Garrett Devenney, MPH '18, Wins David A. Winston Award
January 23, 2018
Beating a highly-competitive field of 70 students from universities around the country, Garrett Devenney, MPH ’18, a Drexel University Dornsife School of Public Health student, studying in the school’s department of Health Management and Policy, was awarded one of two 2018 David A. Winston Health Policy Fellowships.
“Winston Fellows are selected for their commitment to working in health policy along with demonstrating extraordinary potential to succeed and make a difference in a health policy career,” said Glenna M. Crooks, PhD, a veteran health policy expert and board member at the David A. Winston Health Policy Fellowship.

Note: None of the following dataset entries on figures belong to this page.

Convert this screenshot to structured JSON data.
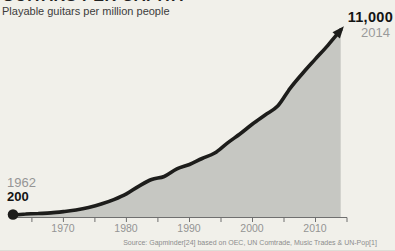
{
  "page": {
    "background": "#f1f0ea"
  },
  "header": {
    "clipped_title": "GUITARS PER CAPITA",
    "subtitle": "Playable guitars per million people"
  },
  "annotations": {
    "start": {
      "year": "1962",
      "value": "200"
    },
    "end": {
      "value": "11,000",
      "year": "2014"
    }
  },
  "footer": {
    "source": "Source: Gapminder[24] based on OEC, UN Comtrade, Music Trades & UN-Pop[1]"
  },
  "chart_data": {
    "type": "area",
    "title": "GUITARS PER CAPITA",
    "subtitle": "Playable guitars per million people",
    "xlabel": "",
    "ylabel": "Playable guitars per million people",
    "xlim": [
      1962,
      2015
    ],
    "ylim": [
      0,
      11000
    ],
    "grid": false,
    "legend": "none",
    "x_ticks": {
      "labeled_years": [
        1970,
        1980,
        1990,
        2000,
        2010
      ],
      "minor_tick_start": 1965,
      "minor_tick_end": 2015,
      "minor_every": 5
    },
    "series": [
      {
        "name": "Playable guitars per million people",
        "points": [
          [
            1962,
            200
          ],
          [
            1964,
            260
          ],
          [
            1966,
            290
          ],
          [
            1968,
            320
          ],
          [
            1970,
            400
          ],
          [
            1972,
            490
          ],
          [
            1974,
            640
          ],
          [
            1976,
            840
          ],
          [
            1978,
            1100
          ],
          [
            1980,
            1430
          ],
          [
            1982,
            1890
          ],
          [
            1984,
            2270
          ],
          [
            1986,
            2450
          ],
          [
            1988,
            2890
          ],
          [
            1990,
            3150
          ],
          [
            1992,
            3500
          ],
          [
            1994,
            3820
          ],
          [
            1996,
            4400
          ],
          [
            1998,
            4930
          ],
          [
            2000,
            5510
          ],
          [
            2002,
            6040
          ],
          [
            2004,
            6560
          ],
          [
            2006,
            7610
          ],
          [
            2008,
            8490
          ],
          [
            2010,
            9310
          ],
          [
            2012,
            10120
          ],
          [
            2014,
            11000
          ]
        ]
      }
    ],
    "point_annotations": [
      {
        "year": 1962,
        "value": 200,
        "label_year": "1962",
        "label_value": "200",
        "marker": "dot"
      },
      {
        "year": 2014,
        "value": 11000,
        "label_year": "2014",
        "label_value": "11,000",
        "marker": "arrow"
      }
    ],
    "colors": {
      "background": "#f1f0ea",
      "area_fill": "#c6c7c2",
      "line": "#1d1d1b",
      "axis": "#6f6f6f",
      "tick_label": "#949494",
      "muted_label": "#9a9a9a",
      "emphasis_label": "#141414"
    }
  }
}
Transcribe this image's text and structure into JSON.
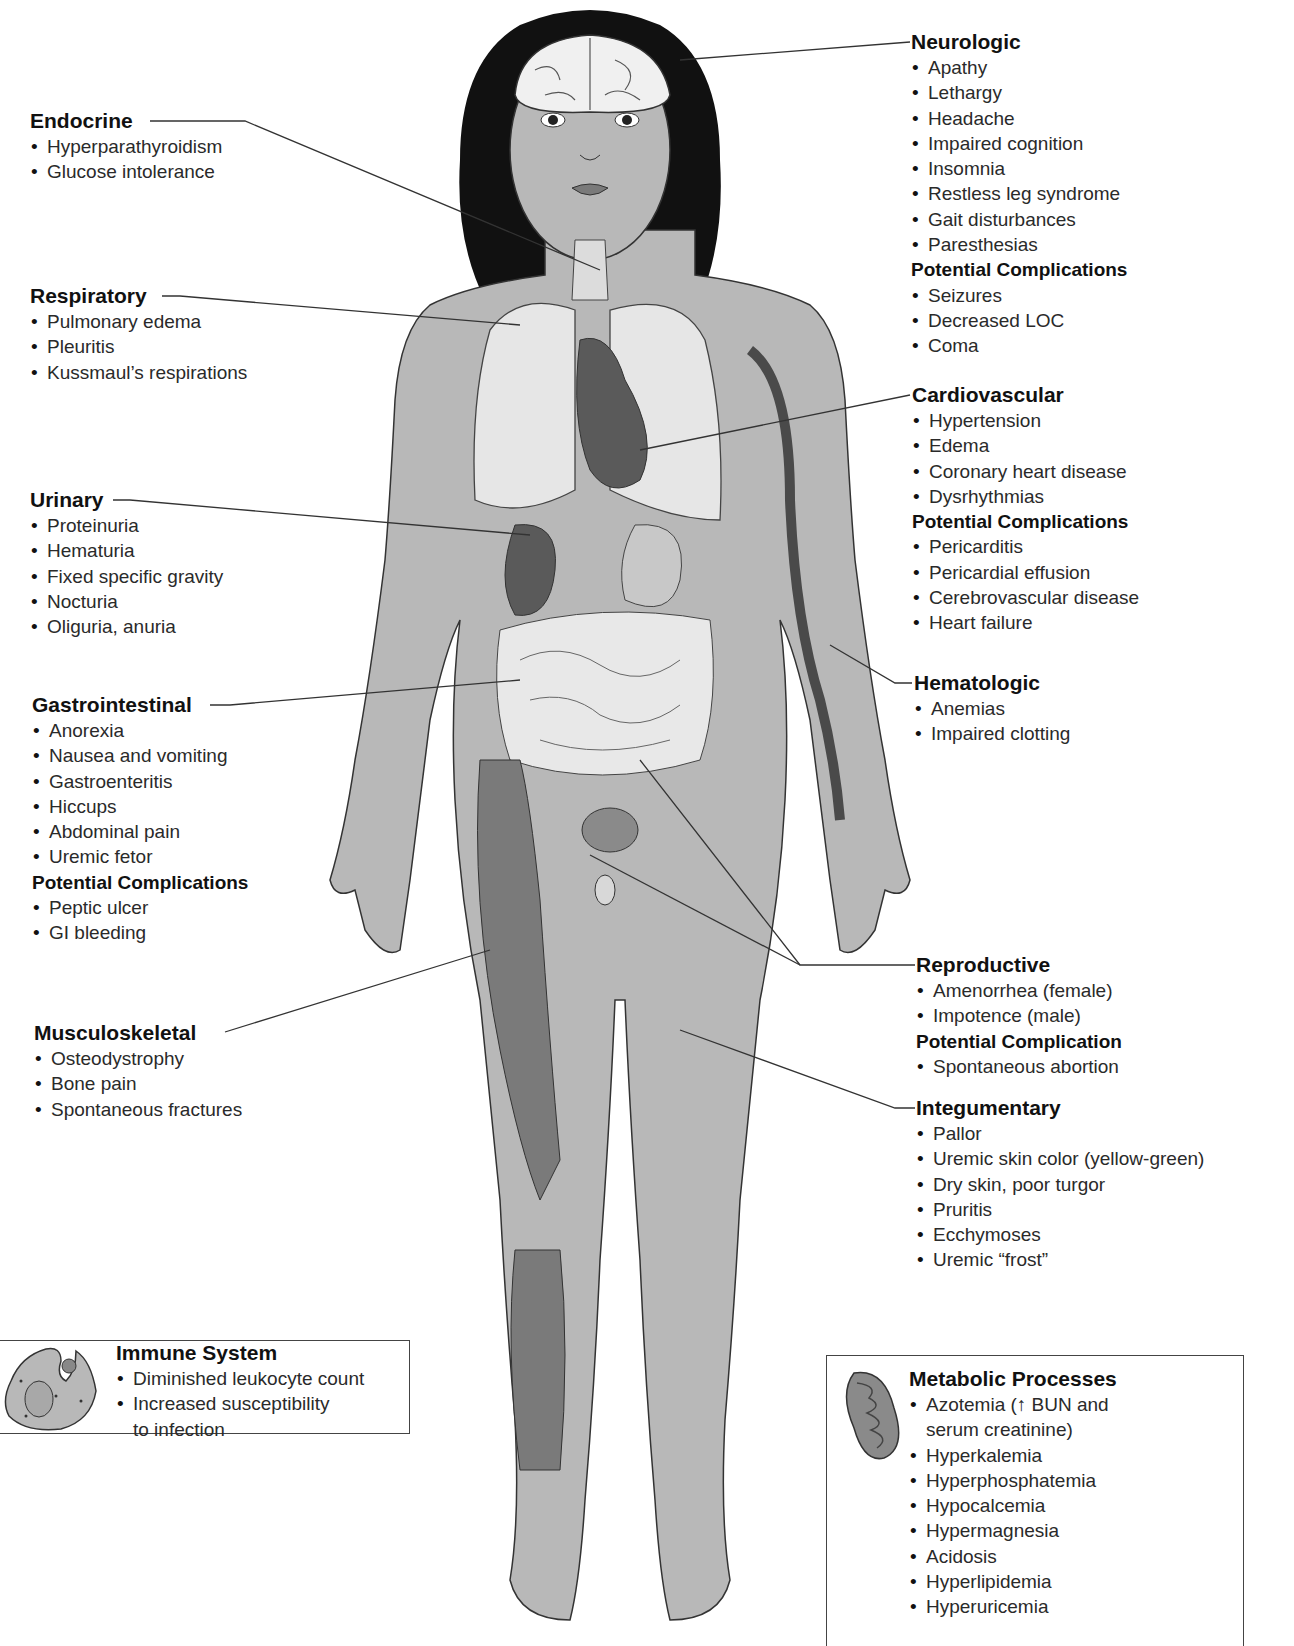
{
  "diagram": {
    "colors": {
      "skin": "#b8b8b8",
      "hair": "#111111",
      "organs_dark": "#5a5a5a",
      "organs_light": "#e6e6e6",
      "leader_line": "#333333"
    }
  },
  "labels": {
    "endocrine": {
      "title": "Endocrine",
      "items": [
        "Hyperparathyroidism",
        "Glucose intolerance"
      ]
    },
    "respiratory": {
      "title": "Respiratory",
      "items": [
        "Pulmonary edema",
        "Pleuritis",
        "Kussmaul’s respirations"
      ]
    },
    "urinary": {
      "title": "Urinary",
      "items": [
        "Proteinuria",
        "Hematuria",
        "Fixed specific gravity",
        "Nocturia",
        "Oliguria, anuria"
      ]
    },
    "gastrointestinal": {
      "title": "Gastrointestinal",
      "items": [
        "Anorexia",
        "Nausea and vomiting",
        "Gastroenteritis",
        "Hiccups",
        "Abdominal pain",
        "Uremic fetor"
      ],
      "complications_title": "Potential Complications",
      "complications": [
        "Peptic ulcer",
        "GI bleeding"
      ]
    },
    "musculoskeletal": {
      "title": "Musculoskeletal",
      "items": [
        "Osteodystrophy",
        "Bone pain",
        "Spontaneous fractures"
      ]
    },
    "neurologic": {
      "title": "Neurologic",
      "items": [
        "Apathy",
        "Lethargy",
        "Headache",
        "Impaired cognition",
        "Insomnia",
        "Restless leg syndrome",
        "Gait disturbances",
        "Paresthesias"
      ],
      "complications_title": "Potential Complications",
      "complications": [
        "Seizures",
        "Decreased LOC",
        "Coma"
      ]
    },
    "cardiovascular": {
      "title": "Cardiovascular",
      "items": [
        "Hypertension",
        "Edema",
        "Coronary heart disease",
        "Dysrhythmias"
      ],
      "complications_title": "Potential Complications",
      "complications": [
        "Pericarditis",
        "Pericardial effusion",
        "Cerebrovascular disease",
        "Heart failure"
      ]
    },
    "hematologic": {
      "title": "Hematologic",
      "items": [
        "Anemias",
        "Impaired clotting"
      ]
    },
    "reproductive": {
      "title": "Reproductive",
      "items": [
        "Amenorrhea (female)",
        "Impotence (male)"
      ],
      "complications_title": "Potential Complication",
      "complications": [
        "Spontaneous abortion"
      ]
    },
    "integumentary": {
      "title": "Integumentary",
      "items": [
        "Pallor",
        "Uremic skin color (yellow-green)",
        "Dry skin, poor turgor",
        "Pruritis",
        "Ecchymoses",
        "Uremic “frost”"
      ]
    }
  },
  "boxes": {
    "immune": {
      "title": "Immune System",
      "icon": "leukocyte-icon",
      "items": [
        "Diminished leukocyte count",
        "Increased susceptibility"
      ],
      "item2_cont": "to infection"
    },
    "metabolic": {
      "title": "Metabolic Processes",
      "icon": "mitochondrion-icon",
      "item1": "Azotemia (↑ BUN and",
      "item1_cont": "serum creatinine)",
      "items": [
        "Hyperkalemia",
        "Hyperphosphatemia",
        "Hypocalcemia",
        "Hypermagnesia",
        "Acidosis",
        "Hyperlipidemia",
        "Hyperuricemia"
      ]
    }
  }
}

"I am extremely thrilled and grateful to have been chosen as a David A. Winston Health Policy Fellow,” Devenney said. “My policy interests include various components of Medicare and Medicaid, including financing, enrollment, and waivers, among others. I am also very passionate about vaccines and gun violence as public health issues, but I am trying to keep an open mind prior to my placement in the Fellowship.”
Devenney explained that he originally had plans to become a physician, but eventually realized that “crafting acceptable, feasible, and culturally-relevant policy can be truly transformational for communities.”
The structure of the Winston program will give him a once-in-a-lifetime opportunity to see how health policies are shaped in communities of all types. For a 12-month, postgraduate term, Winston Fellows work through a rotation of at least three months during which they become engaged in a broad selection of organizations where health policy is developed at the national level.
They are also given a very rare opportunity to travel the nation to conduct informational interviews with 300 experts in health policy at the local level.
Devenney is now an intern at Merck within their Global Vaccine Policy Development team. There, he said, he is part of a group focused on “shaping the vaccine ecosystem through policy efforts at the state, federal, and international levels.” This includes working with vaccine coalitions and advocates, writing policy briefs, and engaging with external stakeholders such as the World Health Organization and the Centers for Disease Control and Prevention.
“I love the work that I do and I am excited to take the lessons from this experience and apply them to the Fellowship,” said Devenney, who was also a 2017 Winston Health Policy Scholar.